> **What this task involves**: From the entries below, return only the lines starting at the one that contains "Locate an element" and ending at the one that contains "What do you see at coordinates (454, 86)", exactly as they stand.
[Records for this task Boundary: Start]
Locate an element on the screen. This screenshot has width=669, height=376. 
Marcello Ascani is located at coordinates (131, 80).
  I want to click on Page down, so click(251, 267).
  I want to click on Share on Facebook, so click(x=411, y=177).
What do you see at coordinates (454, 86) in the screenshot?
[Records for this task Boundary: End]
[Records for this task Boundary: Start]
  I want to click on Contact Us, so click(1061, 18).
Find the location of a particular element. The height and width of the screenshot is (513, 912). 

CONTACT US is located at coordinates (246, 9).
[Records for this task Boundary: End]
[Records for this task Boundary: Start]
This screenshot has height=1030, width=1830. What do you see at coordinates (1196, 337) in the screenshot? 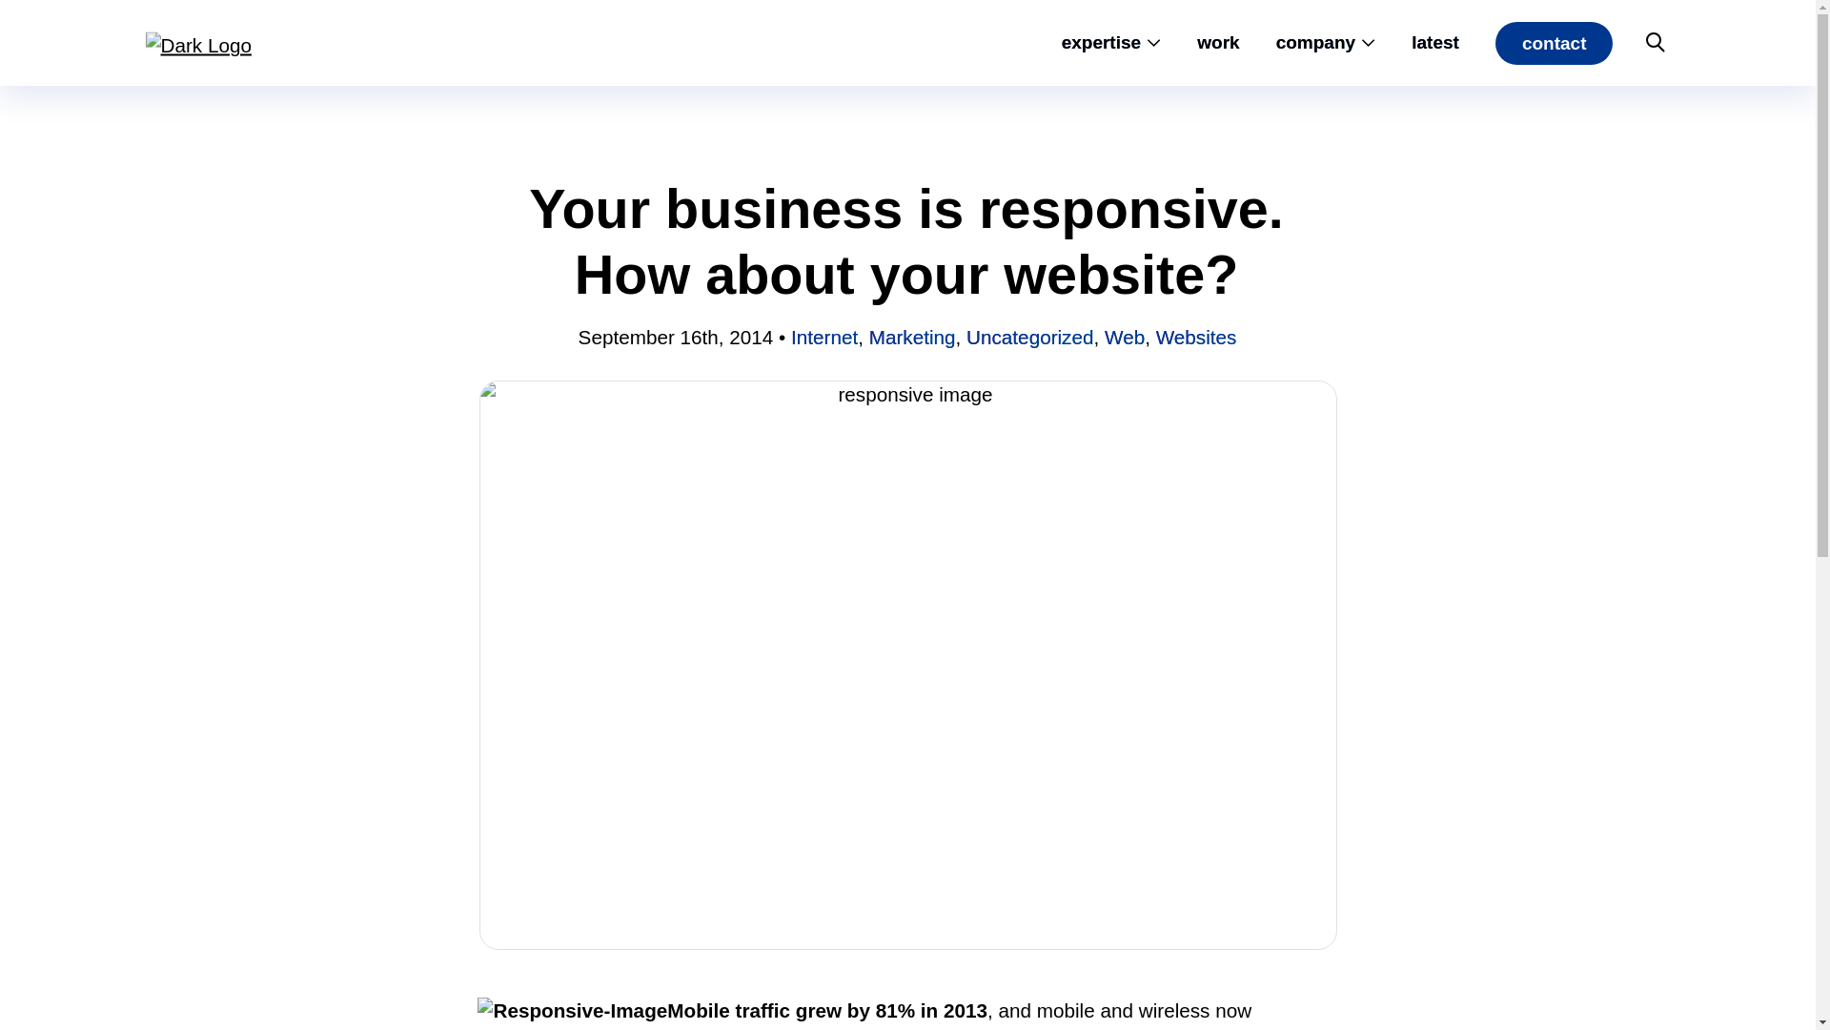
[Records for this task Boundary: End]
> **Problem solution**:
Locate an element on the screen. This screenshot has width=669, height=376. 
Marcello Ascani is located at coordinates (131, 80).
  I want to click on Page down, so click(251, 267).
  I want to click on Share on Facebook, so click(x=411, y=177).
What do you see at coordinates (454, 86) in the screenshot?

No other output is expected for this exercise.